Briony, our Assistant Rare Books Librarian, continues her wanders through the stacks.
It wasn’t long before book binders demanded more than just black ink and gold on coloured cloth, and experiments began with other colours, such as red in the 1850s. Yet these first trials were unsuccessful, with the colours quickly fading and rubbing off.
Publishers therefore sought other means of getting colour into their bindings. One way was by printing the colour onto the cloth, from wood blocks. The technique is first found in the 1840s, and was probably used throughout the nineteenth century.
Another means of applying colour was to use onlays. Onlays had already been used on leather, but they were a new development on cloth, and the 1850s is when they first make their appearance. To some extent this was a reaction to the unsuccessful trials of printing coloured inks on cloth. Publishers of more pretentious works were unsatisfied with inks which faded and rubbed, and so instead they overlaid cloths or paper of different colours onto their basic binding cloth.
Onlays can be found in two forms. The first is paper or cloth cut-outs in complementary colour(s) to accord with the design, which were then blocked, usually in gold, in the general blocking of the cover. The publisher Walter Scott produced some the loveliest bindings using this method, with delicate filigree gilt decoration bringing the whole together.
The second method in the use of onlays was to use illustrations, which were frequently chromolithographs, laid down on the cover for pictorial effect. Illustrative onlays were very popular in the 1860s.
Onlays, and inlays, were impractical for general purposes, where continued use would see the super-imposed panels fray or turn up at the edges. As can be seen in the image below, half of the pictorial inlay has been torn away.
In order to satisfy the client’s desire for colour before successful colour ink blocking was mastered in the 1870s, publishers contrived other means of getting colour into their bindings, by devising mottled, marbled, or otherwise variegated cloths. Production costs were probably high for such designs, and thus examples remain uncommon. One publisher who appears to have favoured this form of binding is Remnant & Edmonds, of London.
In the 1870s a satisfactory method of printing coloured inks onto cloth was finally achieved. Now we see greens, reds, oranges, and yellows being blocked into the cloth. A characteristic of the following decade was the extent of polychromatic blocking and the use of aluminium to complement gold – especially in juvenile and illustrated books. So this week we’ll leave you with some images of colourful bindings!
6 thoughts on "Victorian cloth bindings, week 4: the introduction of colour"
Jake Benson
Friday 16 September 2016, 4.23pm
In his Whole Art of Marbling, Charles Woolnough describes having obtained a patent for manufacturing marbled book cloth in 1851. The passage is found on pp 78-79 of the 1881 edition, but Richard Wolfe also describes it in the first edition 1853.
[…] copy of the 1554 edition of Lydgate’s Boccaccio, which has a late 16th or early 17th century manuscript recipe for a pommander against the plague inscribed on a blank […]
50 objects 38: bindings | Brunel Special Collections
Friday 23 September 2016, 12.47pm
[…] to attract readers. You can see a lot more detail about the history of this type of binding via this blog from St. Andrews’ university library rare books […]
I notice that watered silk, as in the Bahrida example, appears to be used exclusively for books about feminine subjects or love. Is there a masculine counterpart I wonder? Thank you for this interesting post.
In his Whole Art of Marbling, Charles Woolnough describes having obtained a patent for manufacturing marbled book cloth in 1851. The passage is found on pp 78-79 of the 1881 edition, but Richard Wolfe also describes it in the first edition 1853.
Thank you. The marbled cloth is particularly exciting.
[…] copy of the 1554 edition of Lydgate’s Boccaccio, which has a late 16th or early 17th century manuscript recipe for a pommander against the plague inscribed on a blank […]
[…] to attract readers. You can see a lot more detail about the history of this type of binding via this blog from St. Andrews’ university library rare books […]
Great blog!
I notice that watered silk, as in the Bahrida example, appears to be used exclusively for books about feminine subjects or love. Is there a masculine counterpart I wonder? Thank you for this interesting post.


*Description of the task*
Check every line of the material below for the string "Total". State how many lines have it.

*Provided information*
◇ ◇ ◇ ◇ ◇

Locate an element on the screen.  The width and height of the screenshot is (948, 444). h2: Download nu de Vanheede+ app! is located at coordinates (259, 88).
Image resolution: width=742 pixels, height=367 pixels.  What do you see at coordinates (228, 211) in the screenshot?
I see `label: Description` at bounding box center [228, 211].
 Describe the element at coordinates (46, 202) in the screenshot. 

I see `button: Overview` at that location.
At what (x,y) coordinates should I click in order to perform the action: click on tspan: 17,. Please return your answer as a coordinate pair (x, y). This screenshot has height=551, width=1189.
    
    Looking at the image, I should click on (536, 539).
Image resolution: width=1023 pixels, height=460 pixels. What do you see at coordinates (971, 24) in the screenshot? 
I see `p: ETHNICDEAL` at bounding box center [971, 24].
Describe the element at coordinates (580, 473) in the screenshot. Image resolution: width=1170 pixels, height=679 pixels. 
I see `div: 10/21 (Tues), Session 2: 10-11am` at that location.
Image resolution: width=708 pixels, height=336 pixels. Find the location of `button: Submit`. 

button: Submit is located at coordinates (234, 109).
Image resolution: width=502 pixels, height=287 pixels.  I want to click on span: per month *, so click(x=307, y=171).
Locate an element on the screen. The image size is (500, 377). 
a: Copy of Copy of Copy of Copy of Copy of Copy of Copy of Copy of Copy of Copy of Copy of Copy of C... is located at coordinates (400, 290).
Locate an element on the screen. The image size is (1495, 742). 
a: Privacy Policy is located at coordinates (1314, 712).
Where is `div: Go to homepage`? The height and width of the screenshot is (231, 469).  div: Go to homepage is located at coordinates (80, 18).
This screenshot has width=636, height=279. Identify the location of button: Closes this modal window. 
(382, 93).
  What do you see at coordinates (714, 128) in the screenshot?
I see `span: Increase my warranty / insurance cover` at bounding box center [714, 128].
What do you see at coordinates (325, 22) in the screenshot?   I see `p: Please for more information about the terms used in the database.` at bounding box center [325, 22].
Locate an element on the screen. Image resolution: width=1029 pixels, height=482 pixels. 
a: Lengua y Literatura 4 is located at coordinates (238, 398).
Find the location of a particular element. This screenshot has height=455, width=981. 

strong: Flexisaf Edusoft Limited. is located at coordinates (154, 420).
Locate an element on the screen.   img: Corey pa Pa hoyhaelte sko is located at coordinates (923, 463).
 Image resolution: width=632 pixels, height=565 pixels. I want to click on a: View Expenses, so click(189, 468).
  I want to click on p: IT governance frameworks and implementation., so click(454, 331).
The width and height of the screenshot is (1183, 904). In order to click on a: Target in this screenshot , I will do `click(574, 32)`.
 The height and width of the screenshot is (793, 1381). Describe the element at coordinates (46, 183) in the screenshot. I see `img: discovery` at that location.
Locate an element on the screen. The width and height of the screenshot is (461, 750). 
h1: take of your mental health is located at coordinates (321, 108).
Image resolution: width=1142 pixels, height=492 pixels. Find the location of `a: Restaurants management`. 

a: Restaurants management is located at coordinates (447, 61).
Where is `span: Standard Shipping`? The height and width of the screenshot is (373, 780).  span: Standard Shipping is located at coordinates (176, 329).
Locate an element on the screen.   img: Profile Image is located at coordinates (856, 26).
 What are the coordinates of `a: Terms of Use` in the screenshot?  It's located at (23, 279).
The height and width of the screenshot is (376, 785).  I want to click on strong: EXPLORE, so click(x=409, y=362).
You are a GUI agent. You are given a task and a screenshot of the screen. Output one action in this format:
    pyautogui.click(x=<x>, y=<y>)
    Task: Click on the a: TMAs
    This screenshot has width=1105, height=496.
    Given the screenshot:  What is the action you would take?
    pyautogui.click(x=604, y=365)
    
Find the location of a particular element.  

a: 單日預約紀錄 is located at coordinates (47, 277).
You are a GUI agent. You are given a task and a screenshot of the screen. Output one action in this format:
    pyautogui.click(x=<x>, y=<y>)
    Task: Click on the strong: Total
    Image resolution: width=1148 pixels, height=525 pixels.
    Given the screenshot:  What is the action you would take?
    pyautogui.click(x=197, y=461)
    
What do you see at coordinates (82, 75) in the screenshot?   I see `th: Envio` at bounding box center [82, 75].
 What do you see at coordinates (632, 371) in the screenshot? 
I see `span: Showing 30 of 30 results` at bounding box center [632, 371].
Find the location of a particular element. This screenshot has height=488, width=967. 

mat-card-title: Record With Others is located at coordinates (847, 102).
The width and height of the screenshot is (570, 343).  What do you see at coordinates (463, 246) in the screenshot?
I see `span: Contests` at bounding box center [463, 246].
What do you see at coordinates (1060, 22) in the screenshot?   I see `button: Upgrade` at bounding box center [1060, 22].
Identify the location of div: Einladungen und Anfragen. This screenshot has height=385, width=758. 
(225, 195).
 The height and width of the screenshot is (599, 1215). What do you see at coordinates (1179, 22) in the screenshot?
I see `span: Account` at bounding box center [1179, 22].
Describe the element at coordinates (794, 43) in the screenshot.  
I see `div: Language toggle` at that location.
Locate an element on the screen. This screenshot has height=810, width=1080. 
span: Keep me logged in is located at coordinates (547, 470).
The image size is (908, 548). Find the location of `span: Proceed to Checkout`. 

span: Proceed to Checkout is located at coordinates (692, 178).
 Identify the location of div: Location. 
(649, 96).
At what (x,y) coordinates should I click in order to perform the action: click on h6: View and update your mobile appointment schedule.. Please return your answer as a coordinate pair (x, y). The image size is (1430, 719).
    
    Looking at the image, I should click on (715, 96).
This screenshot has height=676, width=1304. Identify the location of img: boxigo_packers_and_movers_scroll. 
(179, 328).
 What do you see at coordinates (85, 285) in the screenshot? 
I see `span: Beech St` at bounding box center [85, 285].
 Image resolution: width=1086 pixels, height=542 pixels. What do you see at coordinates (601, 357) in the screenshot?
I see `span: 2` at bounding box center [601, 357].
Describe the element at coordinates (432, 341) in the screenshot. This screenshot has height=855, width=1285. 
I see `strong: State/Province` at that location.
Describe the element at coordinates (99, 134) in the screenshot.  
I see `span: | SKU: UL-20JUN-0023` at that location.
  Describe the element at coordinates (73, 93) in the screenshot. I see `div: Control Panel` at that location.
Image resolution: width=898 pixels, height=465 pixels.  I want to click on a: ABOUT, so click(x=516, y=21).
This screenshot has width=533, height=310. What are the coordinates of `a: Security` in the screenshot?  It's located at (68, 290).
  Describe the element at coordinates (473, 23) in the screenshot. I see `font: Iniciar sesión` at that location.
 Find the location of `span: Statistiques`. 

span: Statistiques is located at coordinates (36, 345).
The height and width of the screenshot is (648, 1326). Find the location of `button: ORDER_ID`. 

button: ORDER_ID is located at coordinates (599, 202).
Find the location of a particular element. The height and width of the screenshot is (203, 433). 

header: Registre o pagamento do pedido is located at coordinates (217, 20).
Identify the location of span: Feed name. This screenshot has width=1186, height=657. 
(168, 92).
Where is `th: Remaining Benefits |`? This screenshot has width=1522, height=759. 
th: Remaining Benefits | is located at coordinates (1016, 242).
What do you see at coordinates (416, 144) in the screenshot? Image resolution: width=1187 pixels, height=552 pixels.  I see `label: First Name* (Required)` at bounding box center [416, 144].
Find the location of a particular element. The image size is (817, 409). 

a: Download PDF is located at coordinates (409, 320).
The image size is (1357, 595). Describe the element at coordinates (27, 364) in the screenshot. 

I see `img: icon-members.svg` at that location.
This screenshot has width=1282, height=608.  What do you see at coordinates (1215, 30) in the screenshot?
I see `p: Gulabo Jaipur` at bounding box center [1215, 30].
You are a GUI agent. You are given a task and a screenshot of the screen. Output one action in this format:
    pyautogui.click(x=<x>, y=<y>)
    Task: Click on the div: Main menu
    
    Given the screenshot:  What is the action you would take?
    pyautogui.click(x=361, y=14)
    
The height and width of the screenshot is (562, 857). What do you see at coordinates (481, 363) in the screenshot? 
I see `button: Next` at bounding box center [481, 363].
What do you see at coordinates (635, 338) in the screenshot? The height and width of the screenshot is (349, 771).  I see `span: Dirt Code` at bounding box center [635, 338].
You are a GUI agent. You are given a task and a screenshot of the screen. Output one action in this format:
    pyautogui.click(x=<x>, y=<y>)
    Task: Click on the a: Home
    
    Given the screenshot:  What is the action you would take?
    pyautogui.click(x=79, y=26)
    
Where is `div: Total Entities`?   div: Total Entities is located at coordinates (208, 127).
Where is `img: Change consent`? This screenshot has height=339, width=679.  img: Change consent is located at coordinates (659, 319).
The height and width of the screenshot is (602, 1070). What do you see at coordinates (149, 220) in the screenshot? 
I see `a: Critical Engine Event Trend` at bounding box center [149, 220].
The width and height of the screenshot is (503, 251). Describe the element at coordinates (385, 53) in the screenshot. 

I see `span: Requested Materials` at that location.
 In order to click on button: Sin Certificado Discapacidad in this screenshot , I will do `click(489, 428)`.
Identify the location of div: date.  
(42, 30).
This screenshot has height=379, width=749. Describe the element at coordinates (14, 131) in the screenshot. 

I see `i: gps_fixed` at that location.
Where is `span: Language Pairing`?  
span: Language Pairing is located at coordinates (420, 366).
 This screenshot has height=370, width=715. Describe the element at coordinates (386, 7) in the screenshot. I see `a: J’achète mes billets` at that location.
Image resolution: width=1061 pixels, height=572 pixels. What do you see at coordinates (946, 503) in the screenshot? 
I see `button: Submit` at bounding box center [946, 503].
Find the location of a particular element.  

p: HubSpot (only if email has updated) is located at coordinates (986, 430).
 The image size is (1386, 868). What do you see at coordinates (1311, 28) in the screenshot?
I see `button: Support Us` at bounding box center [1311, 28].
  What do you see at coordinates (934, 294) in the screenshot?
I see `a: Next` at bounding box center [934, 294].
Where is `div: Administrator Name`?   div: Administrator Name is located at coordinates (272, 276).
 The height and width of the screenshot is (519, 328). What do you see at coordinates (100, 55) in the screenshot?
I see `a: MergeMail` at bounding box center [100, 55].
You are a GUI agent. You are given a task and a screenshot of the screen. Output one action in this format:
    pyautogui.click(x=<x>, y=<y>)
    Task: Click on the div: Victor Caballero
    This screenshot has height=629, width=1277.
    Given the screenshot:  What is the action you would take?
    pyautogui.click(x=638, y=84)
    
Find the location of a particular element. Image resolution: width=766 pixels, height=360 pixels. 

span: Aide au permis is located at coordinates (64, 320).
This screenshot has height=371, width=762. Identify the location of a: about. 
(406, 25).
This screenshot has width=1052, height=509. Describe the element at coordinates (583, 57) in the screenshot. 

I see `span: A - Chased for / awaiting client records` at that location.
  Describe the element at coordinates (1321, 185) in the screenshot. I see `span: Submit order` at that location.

◇ ◇ ◇ ◇ ◇

*Written answer*
2